▸ TASK PROMPT: What is needed is an exact copy of all the entries below.

▸ GIVEN RECORDS:
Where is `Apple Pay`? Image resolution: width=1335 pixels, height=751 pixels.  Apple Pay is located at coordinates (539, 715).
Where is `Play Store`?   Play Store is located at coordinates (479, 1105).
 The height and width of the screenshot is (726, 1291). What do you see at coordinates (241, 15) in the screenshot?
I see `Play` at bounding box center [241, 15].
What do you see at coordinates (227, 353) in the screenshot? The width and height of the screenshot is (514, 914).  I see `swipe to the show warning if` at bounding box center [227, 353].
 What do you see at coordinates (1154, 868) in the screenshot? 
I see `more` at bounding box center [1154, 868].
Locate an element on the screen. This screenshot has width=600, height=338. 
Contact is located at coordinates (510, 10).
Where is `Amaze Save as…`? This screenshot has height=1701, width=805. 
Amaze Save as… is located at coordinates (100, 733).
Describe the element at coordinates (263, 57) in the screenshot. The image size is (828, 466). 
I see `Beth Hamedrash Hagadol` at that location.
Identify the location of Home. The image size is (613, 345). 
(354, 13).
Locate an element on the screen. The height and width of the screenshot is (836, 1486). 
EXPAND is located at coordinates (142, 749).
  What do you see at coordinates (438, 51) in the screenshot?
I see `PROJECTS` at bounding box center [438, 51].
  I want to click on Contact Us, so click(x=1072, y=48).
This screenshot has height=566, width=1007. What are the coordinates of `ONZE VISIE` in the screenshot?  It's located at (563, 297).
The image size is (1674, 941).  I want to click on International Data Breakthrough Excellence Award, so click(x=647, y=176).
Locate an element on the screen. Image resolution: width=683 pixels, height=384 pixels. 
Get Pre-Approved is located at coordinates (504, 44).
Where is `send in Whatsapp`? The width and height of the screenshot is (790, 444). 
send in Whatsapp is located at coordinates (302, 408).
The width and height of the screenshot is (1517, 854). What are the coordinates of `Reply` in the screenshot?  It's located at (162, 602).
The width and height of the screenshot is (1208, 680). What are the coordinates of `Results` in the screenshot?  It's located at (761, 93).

▸ ANSWER TO THIS TASK:
Where is `Apple Pay`? Image resolution: width=1335 pixels, height=751 pixels.  Apple Pay is located at coordinates (539, 715).
Where is `Play Store`?   Play Store is located at coordinates (479, 1105).
 The height and width of the screenshot is (726, 1291). What do you see at coordinates (241, 15) in the screenshot?
I see `Play` at bounding box center [241, 15].
What do you see at coordinates (227, 353) in the screenshot? The width and height of the screenshot is (514, 914).  I see `swipe to the show warning if` at bounding box center [227, 353].
 What do you see at coordinates (1154, 868) in the screenshot? 
I see `more` at bounding box center [1154, 868].
Locate an element on the screen. This screenshot has width=600, height=338. 
Contact is located at coordinates (510, 10).
Where is `Amaze Save as…`? This screenshot has height=1701, width=805. 
Amaze Save as… is located at coordinates (100, 733).
Describe the element at coordinates (263, 57) in the screenshot. The image size is (828, 466). 
I see `Beth Hamedrash Hagadol` at that location.
Identify the location of Home. The image size is (613, 345). 
(354, 13).
Locate an element on the screen. The height and width of the screenshot is (836, 1486). 
EXPAND is located at coordinates (142, 749).
  What do you see at coordinates (438, 51) in the screenshot?
I see `PROJECTS` at bounding box center [438, 51].
  I want to click on Contact Us, so click(x=1072, y=48).
This screenshot has height=566, width=1007. What are the coordinates of `ONZE VISIE` in the screenshot?  It's located at (563, 297).
The image size is (1674, 941).  I want to click on International Data Breakthrough Excellence Award, so click(x=647, y=176).
Locate an element on the screen. Image resolution: width=683 pixels, height=384 pixels. 
Get Pre-Approved is located at coordinates (504, 44).
Where is `send in Whatsapp`? The width and height of the screenshot is (790, 444). 
send in Whatsapp is located at coordinates (302, 408).
The width and height of the screenshot is (1517, 854). What are the coordinates of `Reply` in the screenshot?  It's located at (162, 602).
The width and height of the screenshot is (1208, 680). What are the coordinates of `Results` in the screenshot?  It's located at (761, 93).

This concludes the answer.